University of Michigan School of Nursing, 400 N. Ingalls, Room 4320, Ann Arbor, MI, 48109-5482, USA.
Alliance Statistics and Data Center, Mayo Clinic, Rochester, MN, USA.
Support Care Cancer. 2020 Dec;28(12):6085-6094. doi: 10.1007/s00520-020-05461-6. Epub 2020 Apr 19.
Sleep disturbance is a prevalent problem for cancer survivors and effective behavioral treatments are not widely used for this population. This study evaluated home-based sleep interventions based on cognitive behavioral therapy for insomnia (CBT-I).
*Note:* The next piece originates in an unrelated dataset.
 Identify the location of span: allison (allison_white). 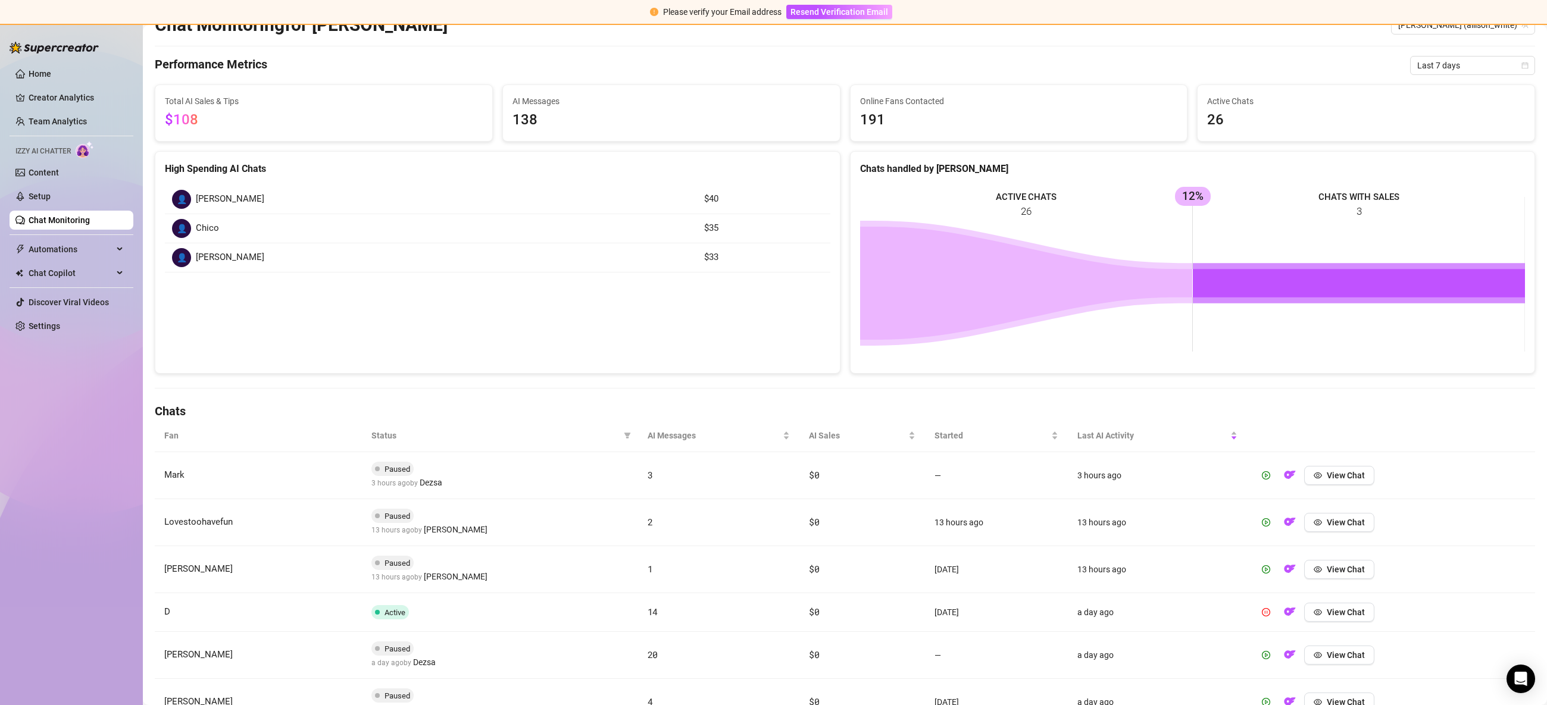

This phase II randomized controlled trial evaluated two manualized interventions over 7 weeks. The intervention group received sleep hygiene information, stimulus control, sleep restriction, and a bedtime imagery audio recording. The control group was similar, but without sleep restriction and used audio recordings of bedtime short stories instead of imagery. Eligibility included adult cancer survivors who had trouble falling asleep or falling back to sleep on 3 of 7 days. Patients with diagnoses of sleep or mental health disorders were excluded. The primary endpoint was change in time to fall asleep or falling back to sleep after awakening, from baseline to week 7. Two-sample T tests evaluated differences between arms for this endpoint.
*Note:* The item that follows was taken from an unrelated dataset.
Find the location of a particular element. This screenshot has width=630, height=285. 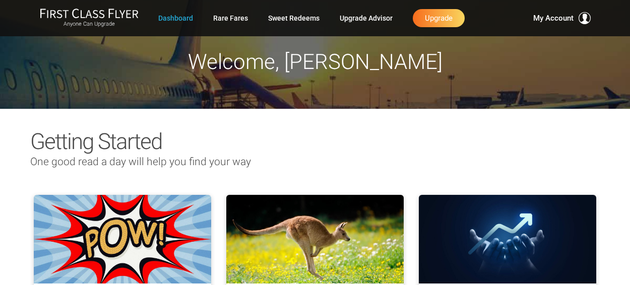

a: First Class FlyerAnyone Can Upgrade is located at coordinates (89, 18).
Ninety-three of 168 planned participants were enrolled from 20 institutions. The study closed early for poor accrual. Baseline time to sleep was 45 min and 52 min for the intervention and control group, respectively. At 7 weeks, both groups improved, the intervention group to 26 min and control group to 30 min, a non-significant difference between groups (p = 0.85). Secondary outcomes improved in both groups with no significant differences between arms.
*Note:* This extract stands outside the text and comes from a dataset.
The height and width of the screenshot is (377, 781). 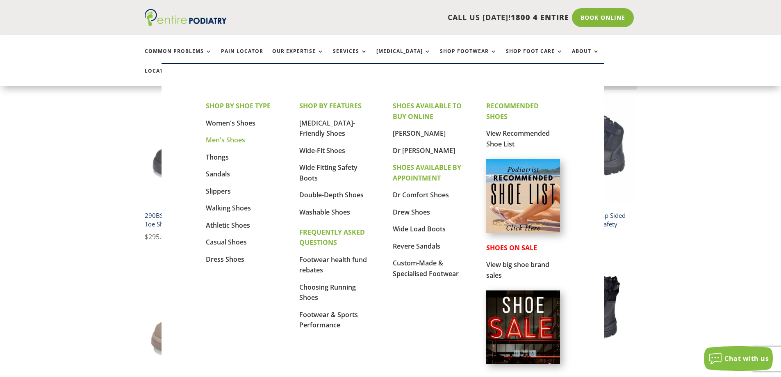 I want to click on a: Double-Depth Shoes, so click(x=331, y=195).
Improvement in sleep outcomes in both arms was consistent with other CBT-I interventions delivered through alternative approaches to provider-delivered therapy. More research on optimal scalable delivery of CBT-I is needed.
This study supports the effectiveness of CBT-I based behavioral interventions for sleep but also the need for better delivery methods to improve uptake and effect size.
ClinicalTrials.gov identifier: NCT00993928.
睡眠障碍是癌症幸存者中普遍存在的问题,但针对这一人群的有效行为治疗方法并未广泛应用。本研究评估了基于失眠认知行为疗法(CBT-I)的家庭睡眠干预措施。
这是一项为期 7 周的 II 期随机对照试验,评估了两种基于手册的干预措施。干预组接受了睡眠卫生信息、刺激控制、睡眠限制和睡前意象音频记录。对照组类似,但没有睡眠限制,使用睡前短故事的音频记录代替意象。纳入标准包括入睡或醒来后 3 天中有 3 天入睡或再次入睡困难的成年癌症幸存者。患有睡眠或精神健康障碍诊断的患者被排除在外。主要终点是从基线到第 7 周,入睡或醒来后再次入睡的时间变化。两样本 T 检验评估了该终点在两个手臂之间的差异。
从 20 个机构中计划纳入的 168 名患者中,有 93 名符合条件。由于入组人数少,该研究提前关闭。基线时入睡时间分别为干预组 45 分钟和对照组 52 分钟。在第 7 周,两组均有改善,干预组为 26 分钟,对照组为 30 分钟,两组之间无显著差异(p=0.85)。两组的次要结局均有改善,两组之间无显著差异。
两组的睡眠结果改善与通过其他方法提供的提供者提供的其他 CBT-I 干预措施一致。需要更多关于 CBT-I 最佳可扩展交付的研究。
本研究支持基于行为的 CBT-I 干预措施对睡眠的有效性,但也需要更好的交付方法来提高接受度和效果大小。
ClinicalTrials.gov 标识符:NCT00993928。